No significant circularity in empirical evaluation study

full rationale

This is an empirical investigation that constructs new datasets (V2P, V2N), applies semantic perturbations, computes CodeBLEU gaps, and reports performance metrics plus an LLM-assisted taxonomy across five models. No equations, derivations, or fitted parameters are present that reduce to the inputs by construction. The three symptoms are diagnosed via direct measurement on held-out data rather than self-definition or self-citation chains. The framework is self-contained against external benchmarks (CodeBLEU, perturbation effects) and does not rely on load-bearing prior results from the same authors. Any concerns about label drift under perturbation are validity issues, not circularity.

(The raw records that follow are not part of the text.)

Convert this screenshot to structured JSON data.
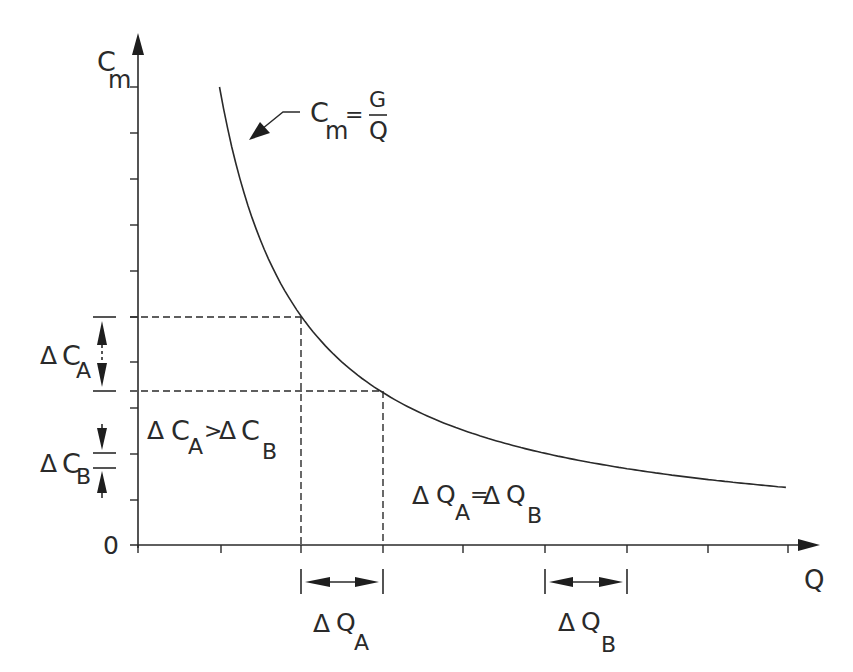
{
  "chart_data": {
    "type": "line",
    "title": "",
    "xlabel": "Q",
    "ylabel": "C_m",
    "origin_label": "0",
    "equation": "C_m = G / Q",
    "grid": false,
    "x_ticks": 8,
    "y_ticks": 10,
    "series": [
      {
        "name": "C_m = G/Q",
        "x": [
          1,
          1.5,
          2,
          2.5,
          3,
          4,
          5,
          6,
          7,
          7.95
        ],
        "y": [
          10,
          6.67,
          5,
          4,
          3.33,
          2.5,
          2,
          1.67,
          1.43,
          1.26
        ]
      }
    ],
    "annotations": [
      {
        "label": "ΔC_A",
        "from_y": 5,
        "to_y": 3.33,
        "between_x": [
          2,
          3
        ]
      },
      {
        "label": "ΔC_B",
        "from_y": 1.9,
        "to_y": 1.67
      },
      {
        "label": "ΔQ_A",
        "from_x": 2,
        "to_x": 3
      },
      {
        "label": "ΔQ_B",
        "from_x": 5,
        "to_x": 6
      },
      {
        "text": "ΔC_A > ΔC_B"
      },
      {
        "text": "ΔQ_A = ΔQ_B"
      }
    ]
  },
  "axes": {
    "y_label": {
      "main": "C",
      "sub": "m"
    },
    "x_label": "Q",
    "origin": "0"
  },
  "equation": {
    "lhs_main": "C",
    "lhs_sub": "m",
    "eq": "=",
    "numerator": "G",
    "denominator": "Q"
  },
  "labels": {
    "delta": "Δ",
    "dCA": {
      "main": "C",
      "sub": "A"
    },
    "dCB": {
      "main": "C",
      "sub": "B"
    },
    "dQA": {
      "main": "Q",
      "sub": "A"
    },
    "dQB": {
      "main": "Q",
      "sub": "B"
    },
    "compare_c": {
      "op": ">"
    },
    "compare_q": {
      "op": "="
    }
  },
  "colors": {
    "ink": "#2a2a2a",
    "background": "#ffffff"
  }
}
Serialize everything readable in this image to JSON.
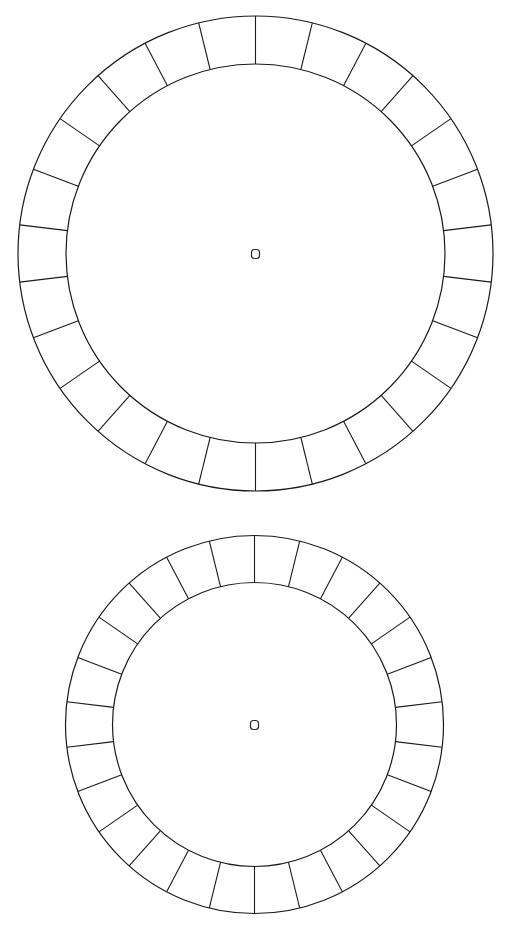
{
  "diagram": {
    "type": "segmented-ring-templates",
    "stroke_color": "#1a1a1a",
    "background": "#ffffff",
    "rings": [
      {
        "id": "ring-large",
        "center": [
          255.5,
          253.5
        ],
        "outer_radius": 237.5,
        "inner_radius": 189.5,
        "segments": 26,
        "start_angle_deg": 0,
        "center_marker": {
          "shape": "rounded-square",
          "size": 8
        }
      },
      {
        "id": "ring-small",
        "center": [
          254.5,
          724.5
        ],
        "outer_radius": 189,
        "inner_radius": 142,
        "segments": 26,
        "start_angle_deg": 0,
        "center_marker": {
          "shape": "rounded-square",
          "size": 8
        }
      }
    ]
  }
}
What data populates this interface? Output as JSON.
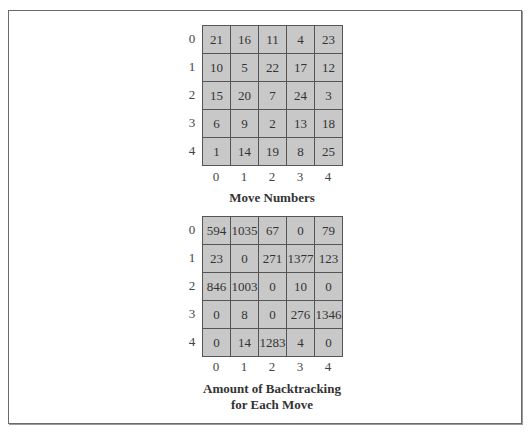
{
  "figure": {
    "grids": [
      {
        "caption": "Move Numbers",
        "caption_lines": [
          "Move Numbers"
        ],
        "row_labels": [
          "0",
          "1",
          "2",
          "3",
          "4"
        ],
        "col_labels": [
          "0",
          "1",
          "2",
          "3",
          "4"
        ],
        "cells": [
          [
            "21",
            "16",
            "11",
            "4",
            "23"
          ],
          [
            "10",
            "5",
            "22",
            "17",
            "12"
          ],
          [
            "15",
            "20",
            "7",
            "24",
            "3"
          ],
          [
            "6",
            "9",
            "2",
            "13",
            "18"
          ],
          [
            "1",
            "14",
            "19",
            "8",
            "25"
          ]
        ]
      },
      {
        "caption": "Amount of Backtracking for Each Move",
        "caption_lines": [
          "Amount of Backtracking",
          "for Each Move"
        ],
        "row_labels": [
          "0",
          "1",
          "2",
          "3",
          "4"
        ],
        "col_labels": [
          "0",
          "1",
          "2",
          "3",
          "4"
        ],
        "cells": [
          [
            "594",
            "1035",
            "67",
            "0",
            "79"
          ],
          [
            "23",
            "0",
            "271",
            "1377",
            "123"
          ],
          [
            "846",
            "1003",
            "0",
            "10",
            "0"
          ],
          [
            "0",
            "8",
            "0",
            "276",
            "1346"
          ],
          [
            "0",
            "14",
            "1283",
            "4",
            "0"
          ]
        ]
      }
    ],
    "colors": {
      "cell_fill": "#c8c8c8",
      "grid_line": "#555555",
      "frame": "#6a6a6a",
      "background": "#ffffff"
    }
  }
}
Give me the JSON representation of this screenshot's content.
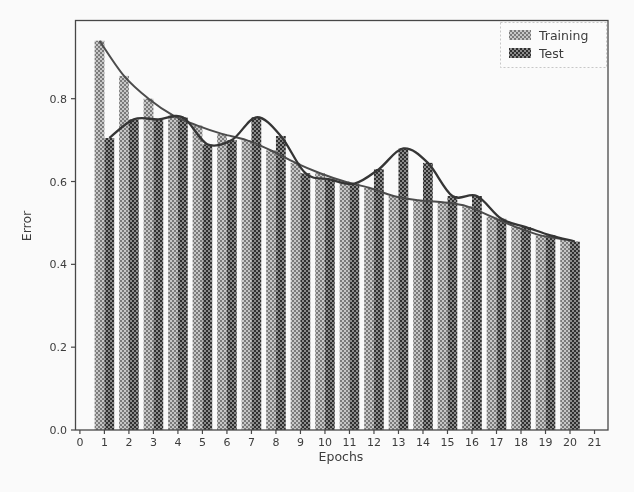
{
  "figure": {
    "type": "scanned-matplotlib-figure",
    "xlabel": "Epochs",
    "ylabel": "Error"
  },
  "legend": {
    "position": "upper-right",
    "items": [
      {
        "label": "Training",
        "series": "training"
      },
      {
        "label": "Test",
        "series": "test"
      }
    ]
  },
  "colors": {
    "background": "#fefefe",
    "axis": "#454545",
    "text": "#3a3a3a",
    "training_line": "#4a4a4a",
    "test_line": "#333333",
    "training_hatch_light": "#c9c9c9",
    "training_hatch_dark": "#7a7a7a",
    "test_hatch_light": "#8c8c8c",
    "test_hatch_dark": "#2e2e2e",
    "legend_border": "#c9c9c9"
  },
  "chart_data": {
    "type": "bar",
    "subtype": "paired-bars-with-lines",
    "title": "",
    "xlabel": "Epochs",
    "ylabel": "Error",
    "grid": false,
    "legend_position": "upper right",
    "xlim": [
      -0.2,
      21.55
    ],
    "ylim": [
      0,
      0.99
    ],
    "x_ticks": [
      0,
      1,
      2,
      3,
      4,
      5,
      6,
      7,
      8,
      9,
      10,
      11,
      12,
      13,
      14,
      15,
      16,
      17,
      18,
      19,
      20,
      21
    ],
    "y_ticks": [
      0.0,
      0.2,
      0.4,
      0.6,
      0.8
    ],
    "categories": [
      1,
      2,
      3,
      4,
      5,
      6,
      7,
      8,
      9,
      10,
      11,
      12,
      13,
      14,
      15,
      16,
      17,
      18,
      19,
      20
    ],
    "series": [
      {
        "name": "Training",
        "render": "bar+line",
        "values": [
          0.94,
          0.855,
          0.8,
          0.76,
          0.735,
          0.715,
          0.7,
          0.675,
          0.645,
          0.62,
          0.6,
          0.585,
          0.565,
          0.555,
          0.55,
          0.54,
          0.515,
          0.49,
          0.47,
          0.46
        ]
      },
      {
        "name": "Test",
        "render": "bar+line",
        "values": [
          0.705,
          0.75,
          0.75,
          0.755,
          0.69,
          0.7,
          0.755,
          0.71,
          0.62,
          0.605,
          0.595,
          0.63,
          0.68,
          0.645,
          0.565,
          0.565,
          0.51,
          0.49,
          0.47,
          0.455
        ]
      }
    ]
  }
}
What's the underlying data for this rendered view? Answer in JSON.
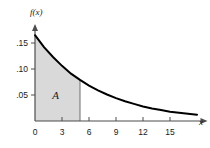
{
  "chart_data": {
    "type": "area",
    "title": "",
    "xlabel": "x",
    "ylabel": "f(x)",
    "xlim": [
      0,
      18.5
    ],
    "ylim": [
      0,
      0.175
    ],
    "grid": false,
    "legend": null,
    "x_ticks": [
      0,
      3,
      6,
      9,
      12,
      15
    ],
    "x_tick_labels": [
      "0",
      "3",
      "6",
      "9",
      "12",
      "15"
    ],
    "y_ticks": [
      0.05,
      0.1,
      0.15
    ],
    "y_tick_labels": [
      ".05",
      ".10",
      ".15"
    ],
    "annotations": [
      {
        "text": "A",
        "x": 2.3,
        "y": 0.042
      }
    ],
    "shaded_region": {
      "label": "A",
      "x_start": 0,
      "x_end": 5,
      "color": "#d9d9d9"
    },
    "series": [
      {
        "name": "f(x)",
        "color": "#000000",
        "x": [
          0,
          1,
          2,
          3,
          4,
          5,
          6,
          7,
          8,
          9,
          10,
          11,
          12,
          13,
          14,
          15,
          16,
          17,
          18
        ],
        "values": [
          0.165,
          0.142,
          0.123,
          0.106,
          0.091,
          0.079,
          0.068,
          0.059,
          0.051,
          0.044,
          0.038,
          0.033,
          0.028,
          0.024,
          0.021,
          0.018,
          0.016,
          0.014,
          0.012
        ]
      }
    ]
  },
  "axes": {
    "y_axis_label": "f(x)",
    "x_axis_label": "x"
  }
}
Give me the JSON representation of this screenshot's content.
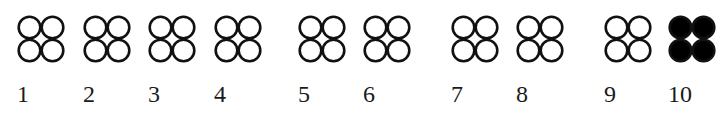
{
  "figure": {
    "colors": {
      "stroke": "#111111",
      "fill_open": "#ffffff",
      "fill_solid": "#000000"
    },
    "items": [
      {
        "label": "1",
        "x": 17,
        "filled": false
      },
      {
        "label": "2",
        "x": 83,
        "filled": false
      },
      {
        "label": "3",
        "x": 148,
        "filled": false
      },
      {
        "label": "4",
        "x": 214,
        "filled": false
      },
      {
        "label": "5",
        "x": 298,
        "filled": false
      },
      {
        "label": "6",
        "x": 363,
        "filled": false
      },
      {
        "label": "7",
        "x": 451,
        "filled": false
      },
      {
        "label": "8",
        "x": 516,
        "filled": false
      },
      {
        "label": "9",
        "x": 604,
        "filled": false
      },
      {
        "label": "10",
        "x": 668,
        "filled": true
      }
    ]
  }
}
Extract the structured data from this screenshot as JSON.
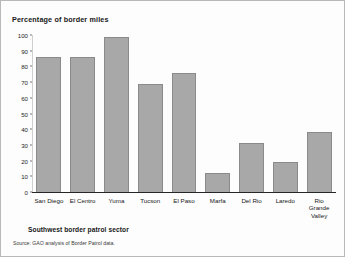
{
  "chart_data": {
    "type": "bar",
    "title": "Percentage of border miles",
    "xlabel": "Southwest border patrol sector",
    "ylabel": "",
    "ylim": [
      0,
      100
    ],
    "ytick_values": [
      0,
      10,
      20,
      30,
      40,
      50,
      60,
      70,
      80,
      90,
      100
    ],
    "ytick_labels": [
      "0",
      "10",
      "20",
      "30",
      "40",
      "50",
      "60",
      "70",
      "80",
      "90",
      "100"
    ],
    "grid": false,
    "legend": "none",
    "bar_color": "#a8a8a8",
    "bar_edge_color": "#8a8a8a",
    "categories": [
      "San Diego",
      "El Centro",
      "Yuma",
      "Tucson",
      "El Paso",
      "Marfa",
      "Del Rio",
      "Laredo",
      "Rio\nGrande\nValley"
    ],
    "values": [
      86,
      86,
      99,
      69,
      76,
      12,
      31,
      19,
      38
    ],
    "source_note": "Source: GAO analysis of Border Patrol data."
  }
}
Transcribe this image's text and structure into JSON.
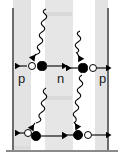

Axiom & Free-Parameter Ledger

0 free parameters · 1 axioms · 1 invented entities

The central claim rests on the assumption that the proposed diagnostic tests isolate semantic understanding; no free parameters are fitted, one new diagnostic concept is introduced without external falsifiable evidence, and standard ML evaluation assumptions are used.

axioms (1)
  • domain assumption Performance on paired vulnerable-patched code and semantic perturbations distinguishes root-cause understanding from surface pattern exploitation.
    Invoked when defining the three symptoms of the Semantic Trap and interpreting results on V2P versus V2N.
invented entities (1)
  • Semantic Trap no independent evidence
    purpose: Characterize the observed failure mode of fine-tuned LLMs relying on textual gaps and pairing sensitivity rather than vulnerability semantics.
    New term coined to group the three symptoms; no independent evidence outside the paper's own evaluations is provided.